What carries the argument

The hybrid connectivity layer that joins physical IoT devices to GNS3 virtual networks, allowing real firmware and hardware responses to interact with controlled virtual attack and monitoring environments.

If this is right

  • Security experiments such as penetration testing and denial-of-service attacks become reproducible with authentic device responses.
  • Vendor-neutral evaluation of commercial IoT security platforms can occur inside a controlled hybrid environment.
  • Smaller research groups gain access to realistic IoT testing without assembling costly dedicated physical laboratories.
  • Experiments can scale by adding more virtual infrastructure while keeping a small number of real devices for fidelity.

Where Pith is reading between the lines

These are editorial extensions of the paper, not claims the author makes directly.

  • The approach could lower the cost barrier for educational institutions to run IoT security courses with hands-on device interaction.
  • Extending the testbed to include additional device categories would test the heterogeneity requirement more broadly.
  • Direct comparisons between BYOT-CPS results and pure physical testbeds could measure any fidelity gaps introduced by the virtual network layer.

Load-bearing premise

The limited prototype deployment with specific devices and GNS3 sufficiently validates the six requirements for broader use in security experimentation.

What would settle it

An experiment showing that swapping the physical devices or reconfiguring the virtual zones produces inconsistent attack outcomes or device responses compared to the reported prototype.

Figures

Figures reproduced from arXiv: 2605.23059 by Nelson Che Neba, Yan Lin Aung.

Figure 1
Figure 1. Figure 1: Layered architecture of the BYOT-CPS framework. [PITH_FULL_IMAGE:figures/full_fig_p004_1.png] view at source ↗
Figure 2
Figure 2. Figure 2: Reference topology of the BYOT-CPS testbed. [PITH_FULL_IMAGE:figures/full_fig_p005_2.png] view at source ↗
Figure 3
Figure 3. Figure 3: Mirai-style denial-of-service scenario in BYOT-CPS [PITH_FULL_IMAGE:figures/full_fig_p007_3.png] view at source ↗
read the original abstract

Internet of Things (IoT) security research continues to face a methodological gap between scalable virtual experimentation and realistic device behaviour. While pure simulation and emulation platforms provide control, repeatability, and scale, they do not fully reproduce firmware-specific behaviours, hardware characteristics, and vendor implementation weaknesses that frequently determine real-world exploitability. Conversely, physicalonly testbeds provide realism but are costly to assemble, difficult to reconfigure, and hard to replicate across institutions. This paper presents Build Your Own Cyber-Physical Systems Testbed (BYOT-CPS), a hybrid cyber-physical testbed that connects real IoT devices to virtualised network infrastructure built on GNS3. BYOT-CPS is designed to support security experimentation, education, and independent evaluation of commercial IoT security platforms within a controlled environment that preserves authentic device behaviour. Six requirements for such a testbed are defined: fidelity, heterogeneity, scalability, reproducibility, extensibility, and independence. A prototype deployment integrating smart bulbs, smart plugs, switches, and IP cameras with virtual enterprise, server, attack, and monitoring zones is used to demonstrate hybrid connectivity, penetration testing workflows, a Mirai-style denial-of-service attack, traffic monitoring, and controlled device manipulation. The evidence presented constitutes a feasibility validation of the framework rather than a largescale comparative benchmark. Within that scope, BYOT-CPS offers a practical middle ground between emulation-only research environments and costly physical laboratories while positioning vendor-neutral platform evaluation as a forward-looking design objective.

Editorial analysis

A structured set of objections, weighed in public.

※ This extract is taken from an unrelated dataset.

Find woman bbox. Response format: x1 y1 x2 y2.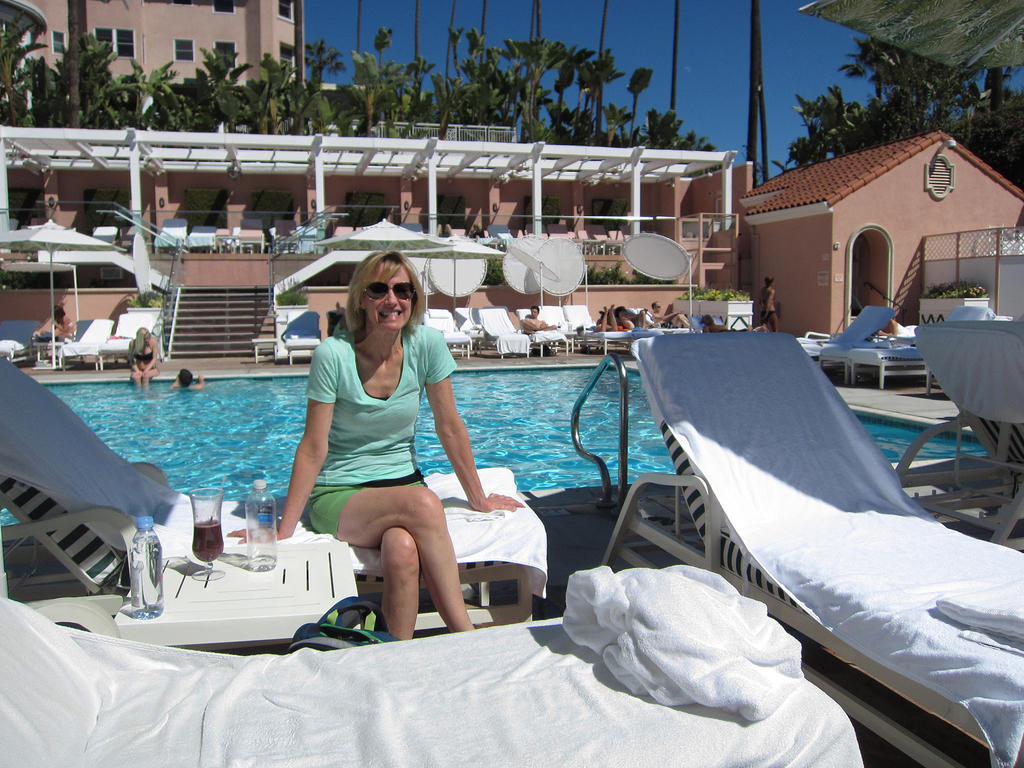
234 266 536 661.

Desk editor's note, referee report, simulated authors' rebuttal, and a circularity audit. Tearing a paper down is the easy half of reading it; the pith above is the substance, this is the friction.

Referee Report

0 major / 2 minor

Summary. The paper presents BYOT-CPS, a hybrid cyber-physical testbed that connects real IoT devices (smart bulbs, plugs, switches, IP cameras) to virtualized network infrastructure via GNS3. It defines six requirements (fidelity, heterogeneity, scalability, reproducibility, extensibility, independence) for IoT security testbeds and uses a prototype deployment with enterprise, server, attack, and monitoring zones to demonstrate hybrid connectivity, penetration testing, a Mirai-style DoS attack, traffic monitoring, and device manipulation. The central claim is scoped as a feasibility demonstration rather than large-scale validation or comparative benchmarks.

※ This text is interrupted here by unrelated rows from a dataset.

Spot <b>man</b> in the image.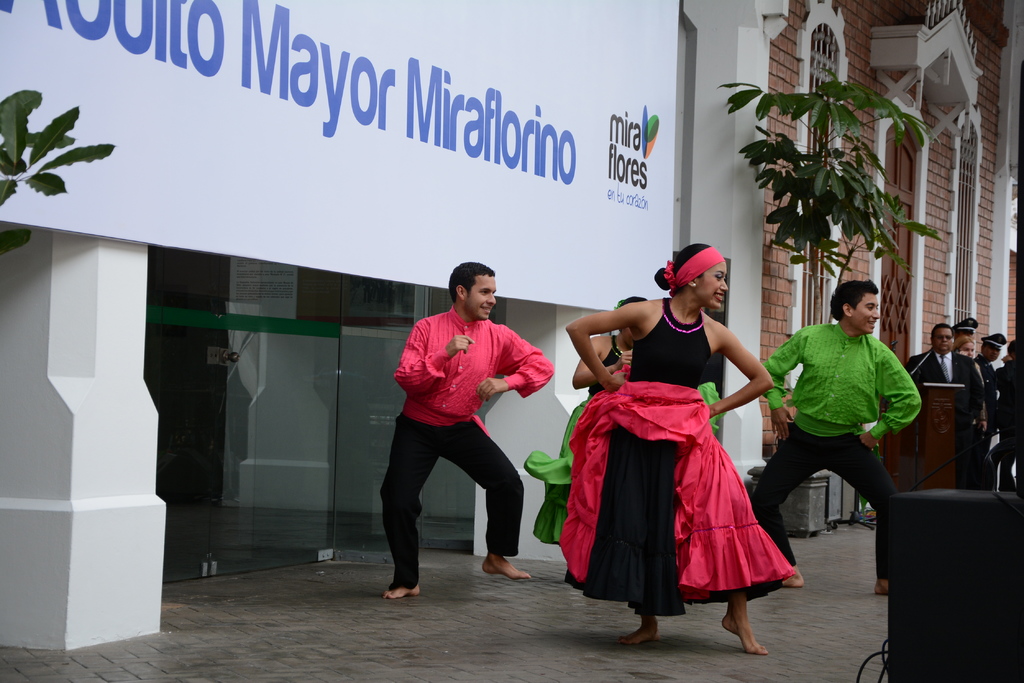
<b>man</b> found at select_region(383, 259, 552, 597).
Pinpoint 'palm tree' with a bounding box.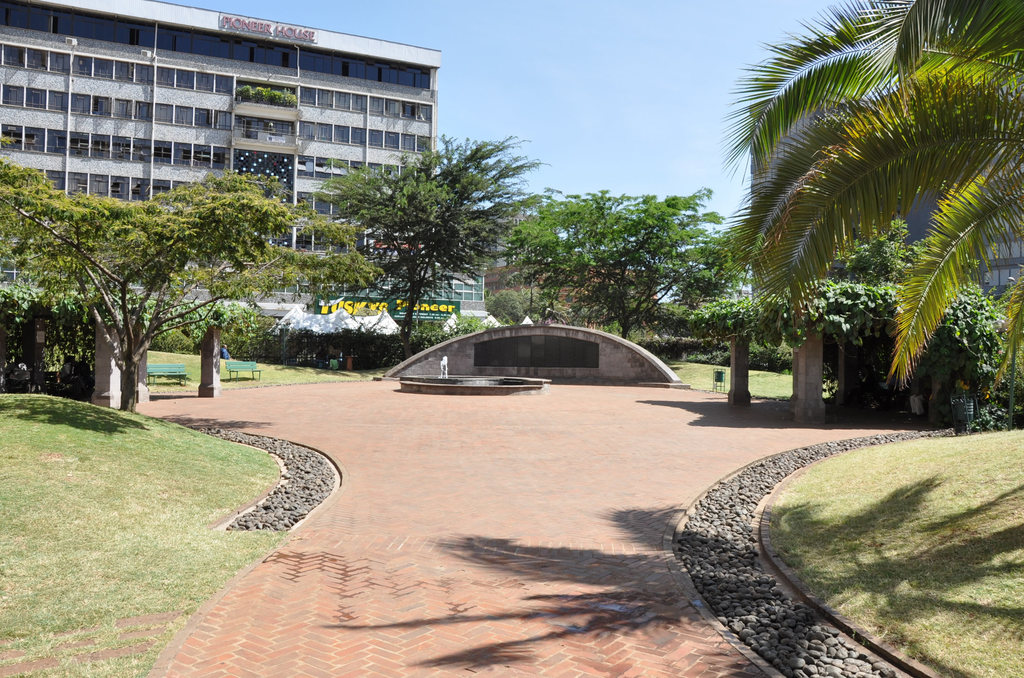
bbox=(922, 279, 1023, 368).
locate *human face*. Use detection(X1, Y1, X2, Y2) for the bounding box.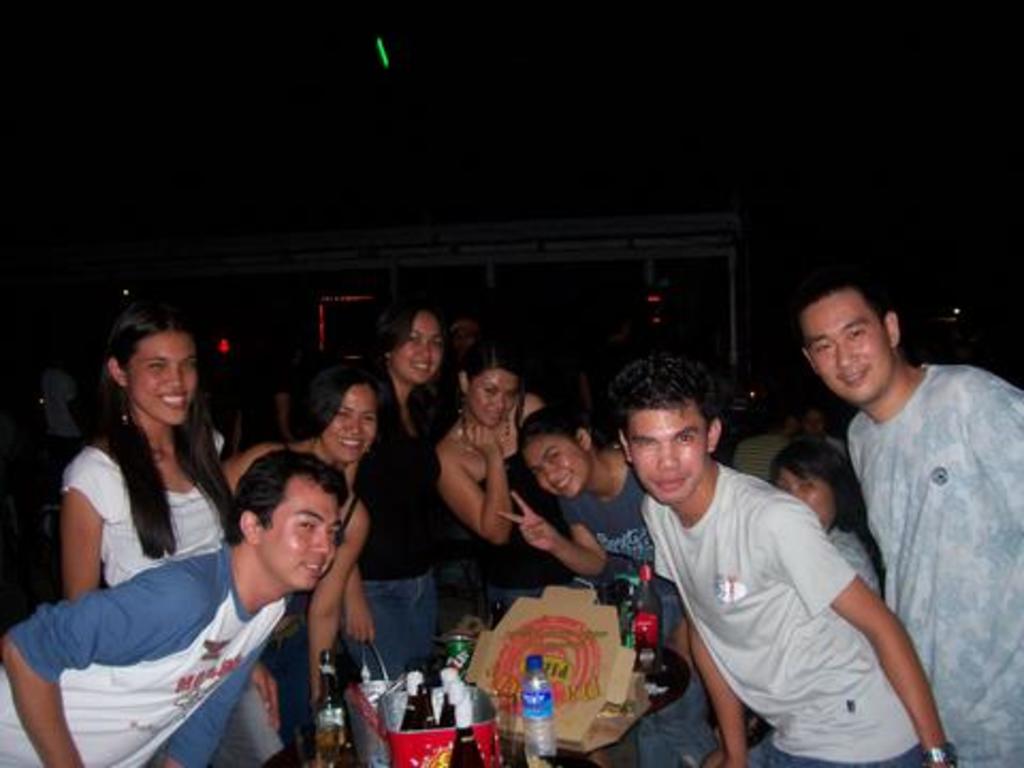
detection(527, 435, 591, 497).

Significance. If the feasibility demonstration holds, BYOT-CPS would offer a practical, lower-cost middle ground between emulation-only platforms and physical laboratories for IoT security experimentation and vendor-neutral platform evaluation, while preserving authentic device behaviors. The work is a concrete system construction with working prototype examples of connectivity and attacks; this construction approach is a strength, though the absence of quantitative benchmarks or cross-institution replication limits broader claims.

minor comments (2)
  1. [Prototype deployment section] The prototype description (real devices + GNS3) illustrates the six requirements but does not include explicit metrics or tests showing how scalability and reproducibility are achieved beyond the small deployment; a table or subsection mapping each requirement to concrete prototype features would strengthen the feasibility claim.
  2. [Abstract and Introduction] The abstract states the evidence is a 'feasibility validation' rather than large-scale benchmark; this scoping is appropriate but could be reinforced in the introduction and conclusion to prevent readers from overgeneralizing the single-deployment results.

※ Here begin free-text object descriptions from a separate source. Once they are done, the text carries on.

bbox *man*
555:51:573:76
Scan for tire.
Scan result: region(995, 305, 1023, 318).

Simulated Author's Rebuttal

0 responses · 0 unresolved

We thank the referee for their constructive summary and positive assessment of BYOT-CPS as a practical hybrid testbed. We appreciate the recommendation for minor revision and the recognition that the work constitutes a feasibility demonstration rather than large-scale validation.

Circularity Check

0 steps flagged

No significant circularity

full rationale

The paper describes the construction and prototype demonstration of a hybrid IoT testbed (BYOT-CPS) using real devices connected to GNS3 virtual networks. It defines six requirements (fidelity, heterogeneity, scalability, reproducibility, extensibility, independence) and illustrates them via a small-scale setup with smart bulbs, plugs, cameras, and attack scenarios. No mathematical derivations, equations, fitted parameters, predictions, or uniqueness theorems appear in the text. The central claim is explicitly scoped as a feasibility demonstration rather than generalizability or benchmark validation, with no self-citation chains or ansatzes that reduce the contribution to its own inputs. The work is self-contained as an engineering artifact with independent content.

Axiom & Free-Parameter Ledger

0 free parameters · 0 axioms · 0 invented entities

No free parameters, axioms, or invented entities are introduced; the paper describes an engineering construction relying on existing tools (GNS3) and standard IoT devices without postulating new entities or fitting parameters.